Model Answers

Q: Discuss the role of technology in agrarian change in India.

Question asked in UPSC Sociology 2021 Paper 2. Download our app for last 20 year question with model answers.

Model Answer:

Role of Technology in Agrarian Change in India

Agrarian change refers to long‑term transformations in agricultural production, land relations, and rural social structure. In India, technology has been a central driver of such change, especially since the Green Revolution, reshaping class, caste, labour and regional patterns of development.

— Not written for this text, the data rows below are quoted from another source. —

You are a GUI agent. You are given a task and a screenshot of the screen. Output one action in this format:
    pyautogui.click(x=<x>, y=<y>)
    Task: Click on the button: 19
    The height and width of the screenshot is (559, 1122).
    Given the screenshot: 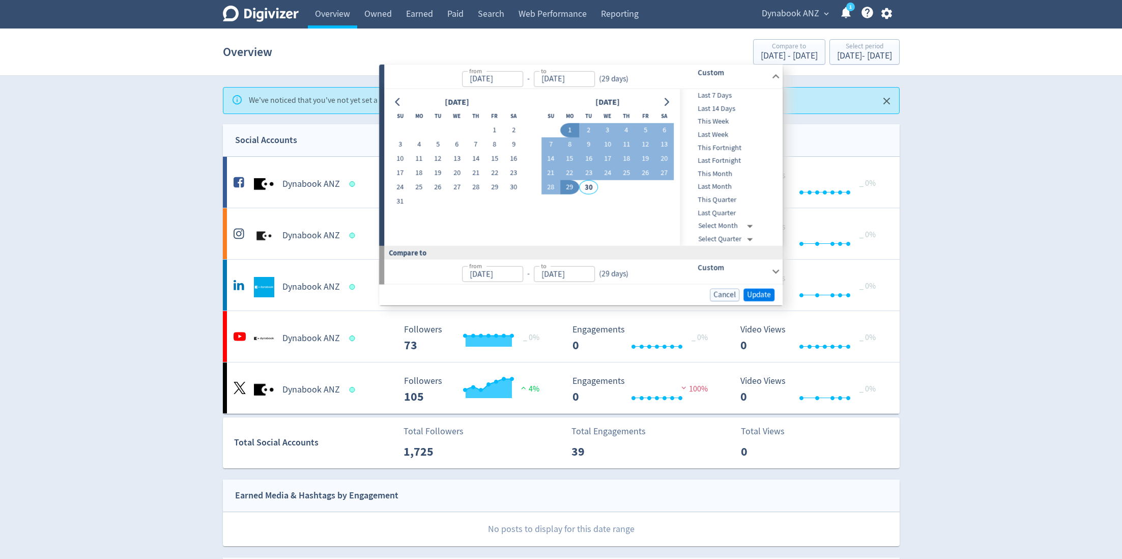 What is the action you would take?
    pyautogui.click(x=645, y=159)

Economically, technology has altered the agrarian mode of production.
– The Green Revolution’s “package” (HYV seeds, fertilisers, pesticides, tube‑well irrigation) increased yields and marketable surplus, as analysed by Francine Frankel and Ashok Rudra.
– Mechanisation (tractors, harvesters, pump‑sets) enabled intensive cultivation and commercialisation. Bardhan argues this strengthened a class of rich peasants/capitalist farmers, particularly in Punjab, Haryana and western Uttar Pradesh.
– Newer technologies – drip irrigation, cold chains, food processing and precision farming – deepen integration with national and global markets, enabling diversification into horticulture, dairying and high‑value crops.

Socially, technology has restructured rural stratification and labour relations.
– Andre Béteille’s work on Tanjore shows how technological change combined with land reforms to weaken traditional landlordism and strengthen prosperous peasantry.
– The gap between large and marginal farmers widened as only those with capital and access to credit could adopt costly technologies, producing “differentiation of the peasantry” (Byres).
– Mechanisation and chemical inputs displaced manual labour, promoting seasonal and circular migration and partial proletarianisation of small peasants and landless workers.

Caste and gender relations have also been reshaped.
– Dominant peasant castes (Jats, Patidars, Reddys, etc.) could better utilise state subsidies and technology, reinforcing their political dominance (M.N. Srinivas’s “dominant caste” thesis).
– Mechanisation often reduced women’s customary work and control over seeds, while male out‑migration has simultaneously led to a “feminisation of agriculture” under precarious conditions.

Regionally, technology produced uneven development: irrigated, politically influential regions benefitted most, while rain‑fed and tribal areas lagged. Critics like Vandana Shiva highlight environmental degradation, loss of biodiversity and ecological vulnerability created by chemical‑intensive technologies.

Contemporary ICTs (mobile phones, agricultural apps, digital marketplaces, remote sensing) offer information and market access but can create new digital divides and corporate dependence through contract farming and platform intermediaries.

Thus, technology has been a powerful but uneven driver of agrarian change, demanding policies that ensure ecological sustainability, equity, and inclusive access to innovations.